The person nobody built for isn’t hard to describe. She’s making $60k and trying to go independent but can’t afford to stop her salary long enough to find out if it works. He’s been in the industry for fifteen years but his resume doesn’t have the right logos on it so the warm intros don’t come. She’s already running her own business, found out about AI on her own, taught herself the basics on YouTube, but then got stuck. She knows she could be building something real with it. But she has no room, no cohort, no one standing in front of her saying, “Here. Click this now. Try it this way instead.”

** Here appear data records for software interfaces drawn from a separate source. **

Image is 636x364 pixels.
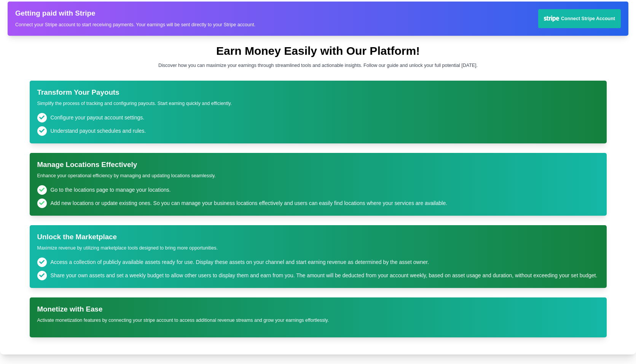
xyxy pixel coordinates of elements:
[37,317,599,324] p: Activate monetization features by connecting your stripe account to access additional revenue str...
[37,173,599,180] p: Enhance your operational efficiency by managing and updating locations seamlessly.
[37,88,599,97] h2: Transform Your Payouts
[37,305,599,314] h2: Monetize with Ease
[37,161,599,169] h2: Manage Locations Effectively
[598,328,636,364] iframe: Chat Widget
[37,245,599,252] p: Maximize revenue by utilizing marketplace tools designed to bring more opportunities.
[561,15,615,22] span: Connect Stripe Account
[15,9,256,18] h2: Getting paid with Stripe
[15,22,256,29] p: Connect your Stripe account to start receiving payments. Your earnings will be sent directly to y...
[51,186,171,194] div: Go to the locations page to manage your locations.
[37,233,599,242] h2: Unlock the Marketplace
[51,114,145,122] div: Configure your payout account settings.
[51,258,429,267] div: Access a collection of publicly available assets ready for use. Display these assets on your chan...
[30,45,607,57] h1: Earn Money Easily with Our Platform!
[30,62,607,69] p: Discover how you can maximize your earnings through streamlined tools and actionable insights. Fo...
[51,127,146,135] div: Understand payout schedules and rules.
[539,9,621,28] button: Connect Stripe Account
[51,271,598,280] div: Share your own assets and set a weekly budget to allow other users to display them and earn from ...
[51,199,448,207] div: Add new locations or update existing ones. So you can manage your business locations effectively ...
[37,100,599,107] p: Simplify the process of tracking and configuring payouts. Start earning quickly and efficiently.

Corporate boards are pushing AI upskilling through every department. Individual coaching clients with the financial means to take learning into their own hands are inviting me into their home offices once a week to work through the basics of ChatGPT, Gemini, and Claude.
It feels good to have enough in the bank to afford my own life. But I can’t stop noticing who I’m not serving.
My clients today aren’t people whose entire financial arc could change because of AI. These are the people who already have the funding, the resources, and the runway to treat learning as an investment. They were going to be fine before I showed up. They’ll be fine after.
Meanwhile the people who actually need this — the ones standing on a dance floor with $37 in their account, the ones one bad month away from stepping back entirely — still can’t afford to hire me.
At my current pace, I’m on track to 5-6x my revenue from last year. But I’ve already rebuilt the exact hamster wheel I was trying to escape. Different clients, same problem. The people with budgets get the room. Everyone else gets a YouTube video.
Which leaves me with one question: What about everyone else?
I don’t have a clean solution yet. I know what needs to exist. A room that isn't priced for people who already have the runway. A place where the person with $37 in their account and fifteen years of experience and a real idea can come and learn to build their way into a different situation. Not a YouTube channel. Not a bootcamp. A room with someone in it who has been in both places and knows the difference.
I’m building that room. If you want to be inside of it, I want to hear from you.